By: Tedi Rountree
September 1, 2015

Colt Brockington

Number 35, September 1, 2015

Colt Brockington ’17 is into teaching. The Compton Scholar (Wayne County High School, 2013) ranked 3rd in his graduating class of 308 students and had taken ACCEL classes through Altamaha Technical College his senior year. During high school, he won awards in mathematics and lettered in varsity baseball as a left fielder.

He came to Coastal Georgia with plans to become a pharmacist, but after three years of working at a pharmacy, he decided he didn’t enjoy it and couldn’t imagine doing it for another 40 to 50 years of his life.

“I tutor math and really love it. People kept telling me I’d make a good teacher and it gave me the confidence to switch majors from pre-pharm to education during my sophomore year,” the Dean’s List student and Foundation’s Rose Endowed Scholarship recipient explained. “I love my education classes! I can tell how passionate the professors are. Instead of teaching the ‘ideal’ teacher, they model it – real role models for the profession!”

He has already combined his enthusiasm for teaching and for sports as a CCGA Student Recreation Specialist – Fitness and Wellness. An AFAA Certified Personal Trainer who holds a first degree black belt in Shotokan karate, Brockington is the primary personal trainer on campus and the instructor for the new CCGA FitCamp, a six-week course using the new outdoor campus fitness trail and resistance equipment. He also assists with scheduling campus club sports and intramurals for student recreation, working with Gabe Gabriel, also a Student Recreation Specialist, and Andrew Smith, Director of Student Activities.

His major is secondary education in biological sciences, but he also wants to teach math. “My idea of the perfect job is teaching math and science to juniors and seniors in high school and coaching baseball,” he admitted. “But I also plan to go for my doctorate so I can teach at the college level.”

Although not currently playing baseball, he keeps his arm in the game by playing slow-pitch softball on weekends with a travel team from Jesup.

“And I’ve signed up for ACE [Association of Coastal Educators, an award-winning organization focused on community outreach and education advocacy]. Between my cohort, coursework, ACE, fitness instruction, and tutoring, I’m going to be plenty busy,” he grinned. “I like it that way.”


» What the task asks
Look below for the line with "The height and". Retype it and every line after it to the end, exactly, but leave out the pictures.

******************************

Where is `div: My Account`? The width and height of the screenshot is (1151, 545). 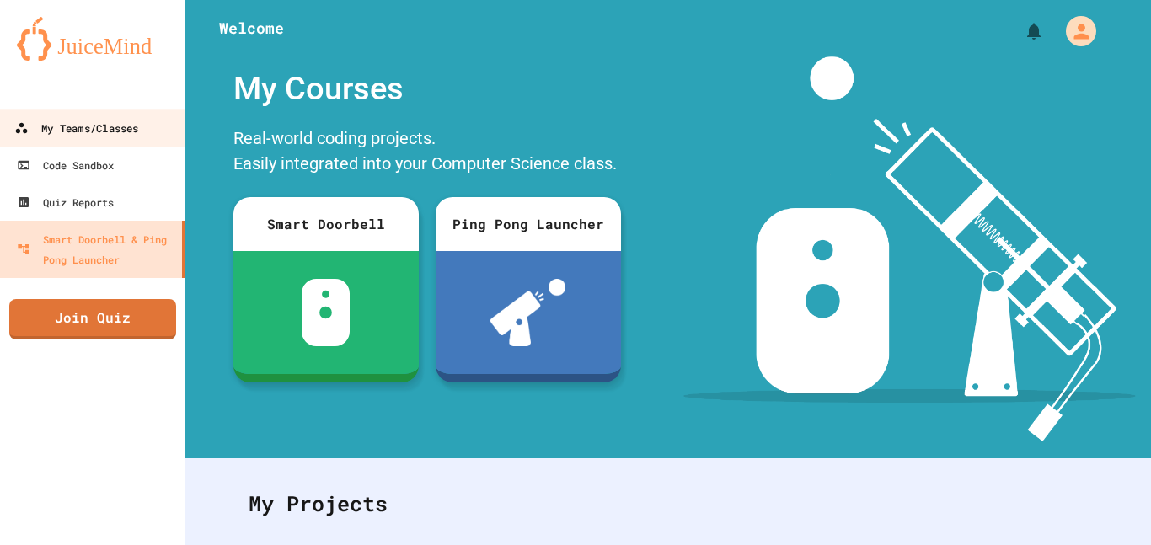 div: My Account is located at coordinates (1074, 31).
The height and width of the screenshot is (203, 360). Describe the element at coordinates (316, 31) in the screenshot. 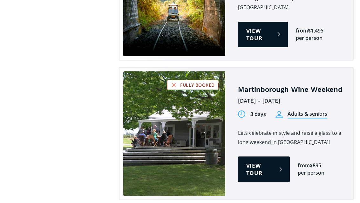

I see `div: $1,495` at that location.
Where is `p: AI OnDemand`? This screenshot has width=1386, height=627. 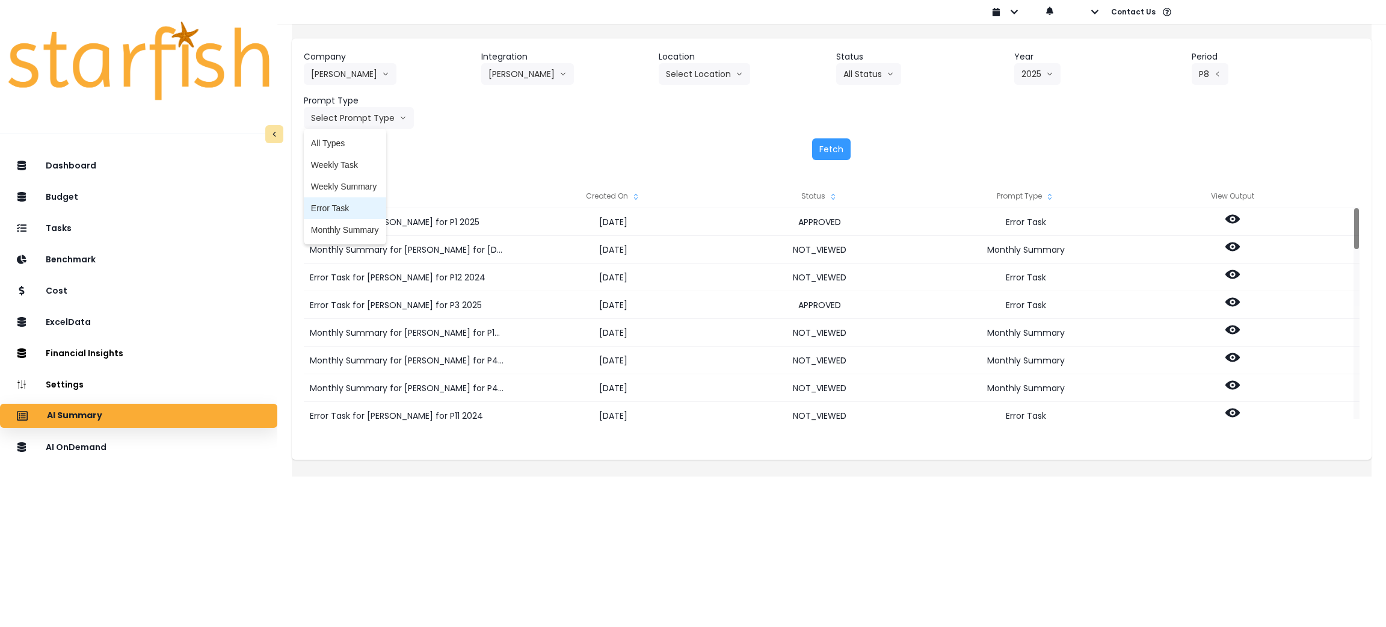
p: AI OnDemand is located at coordinates (76, 447).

******************************

» Solution to the problem
The height and width of the screenshot is (203, 360). Describe the element at coordinates (316, 31) in the screenshot. 

I see `div: $1,495` at that location.
Where is `p: AI OnDemand`? This screenshot has width=1386, height=627. 
p: AI OnDemand is located at coordinates (76, 447).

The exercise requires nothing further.